Knowing that Democrats in Congress will object on these grounds to any discussion of federalization, we should use litigation to force a solution on this matter. The difficulty with litigation is finding a plaintiff—a D.C. resident who believes in a federal capital and whose case wouldn’t be easily dismissed by local judges seeking to avoid the issue. But with so many conservatives currently serving in D.C. under the Trump Administration, now might be the time to bring a suit.
The right litigant has two ways to attack home rule—challenge D.C.’s lawmaking power or neuter its prosecutorial authority. The lawmaking approach likely faces two objections. First, judges might question how Congress’s ultimate legislative authority under home rule meaningfully differs from exclusive authority under the Constitution. Second, they might raise the constitutional-liquidation theory, which posits that the post-enactment tradition fleshes out constitutional indeterminacies.
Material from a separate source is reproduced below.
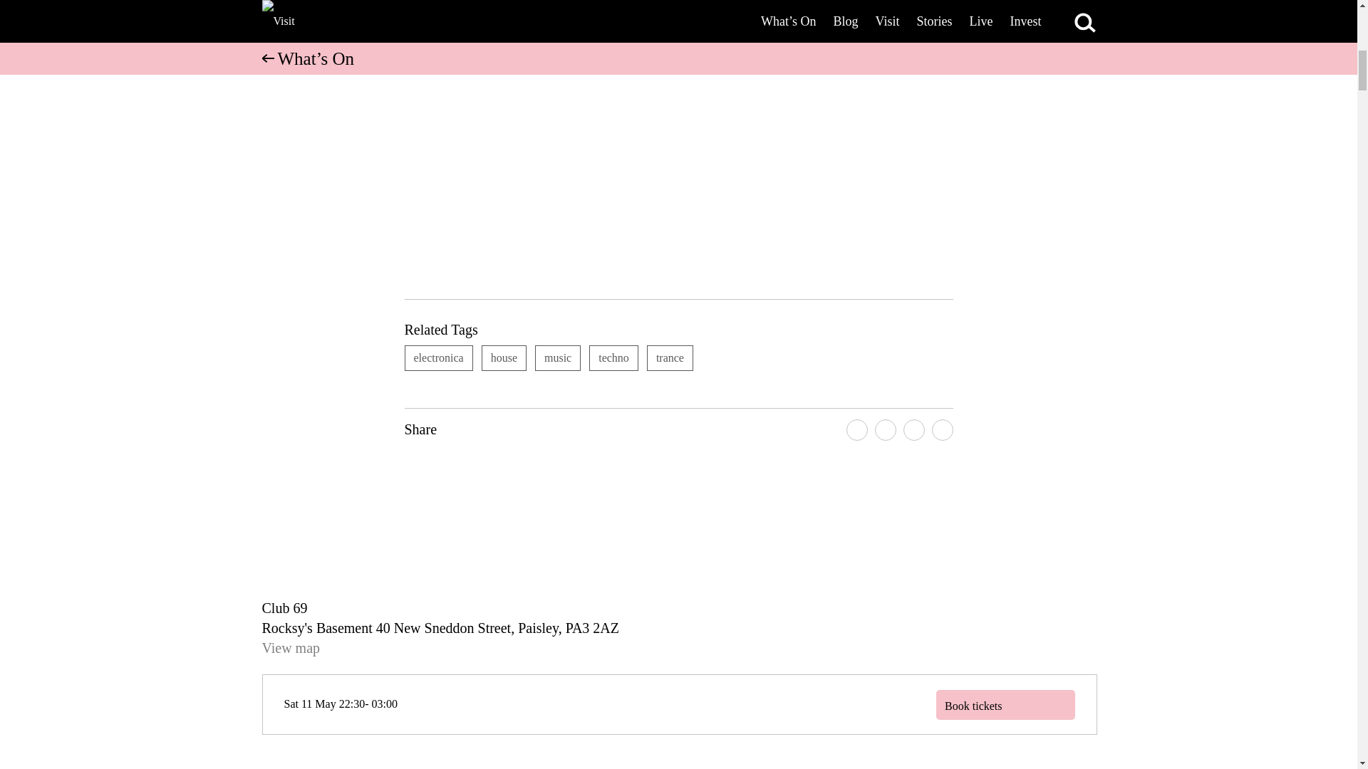 Image resolution: width=1368 pixels, height=769 pixels. I want to click on electronica, so click(439, 358).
Neither objection holds water. For one thing, exclusive legislative authority means what it says—one body enacts the law. Using D.C.’s city council as a think tank wouldn’t violate this principle, because only Congress would oversee legislation from introduction to enactment. But home rule fails because Congress shares its authority with another body. In fact, a law could exist under home rule without Congress touching it at all. The Constitution doesn’t envision such an anomaly.
Relatedly, liquidation presupposes that a constitutional provision is ambiguous. But here, the framers couldn’t have written a clearer provision. Congress’s authority over D.C. is exclusive; that means only Congress can exercise it. And so even though Congress has handed lawmaking power to D.C. on multiple occasions, viewing this abdication as indicative of the Constitution’s original meaning would only sanction congressional laziness and cowardice.
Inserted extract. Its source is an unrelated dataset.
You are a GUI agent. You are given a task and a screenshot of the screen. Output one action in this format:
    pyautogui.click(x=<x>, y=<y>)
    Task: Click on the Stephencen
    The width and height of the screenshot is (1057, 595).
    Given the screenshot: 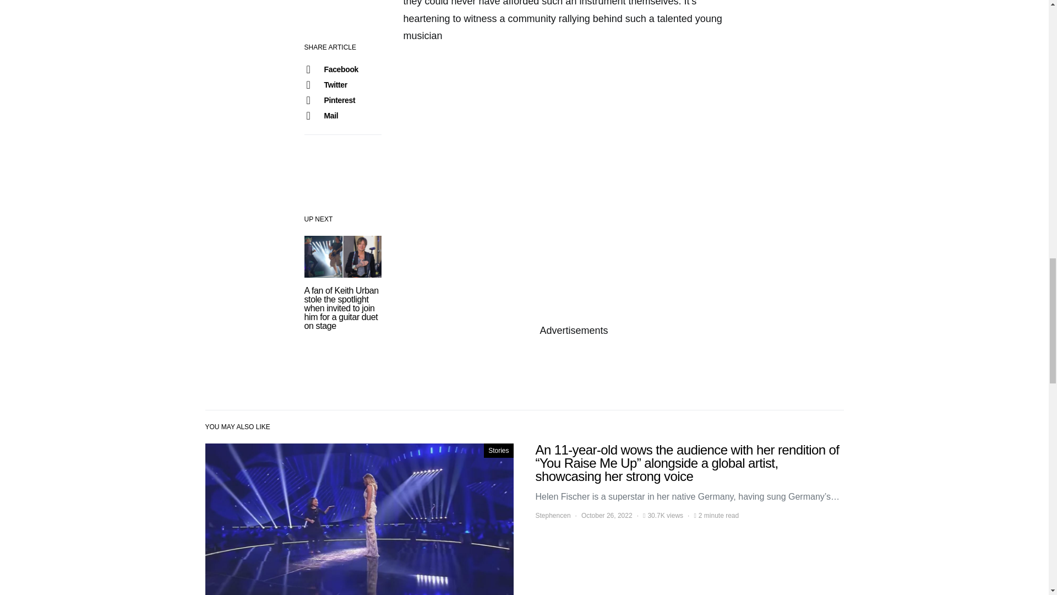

The prosecutorial approach would open a more straightforward path to a more limited victory. The pitch is simple: the D.C. attorney general is a federal creation. And yet, he’s elected and can sue the federal government at will. This flouts the appointment process, as well as the president’s power to remove officers and direct executive-branch entities. Now would be the perfect time to press this argument, as the Supreme Court aims to clarify the president’s removal power later this term, and the D.C. Circuit recently questioned whether “the District possesses an independent sovereignty that can give rise to an Article III injury from actions of the federal government.” The only issue is that D.C. could still make law. But some of that law will be unenforceable if the attorney general cannot prosecute. Hence, a small win—but a win, nonetheless.
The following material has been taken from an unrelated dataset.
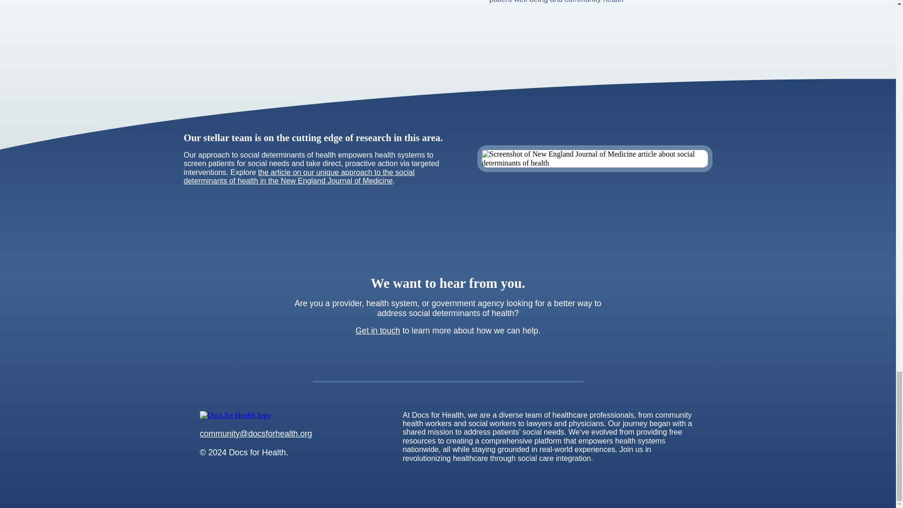  I want to click on Get in touch, so click(378, 330).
Congress has subverted the Constitution by entertaining home rule. The results have been ugly, and will get uglier. District residents will grow increasingly radical in their demands for self-governance. The framers, in their wisdom, didn’t create a sovereign D.C.—they bequeathed us a federal city to preserve a neutral national government. We should restore that vision.
The American Mind presents a range of perspectives. Views are writers’ own and do not necessarily represent those of The Claremont Institute.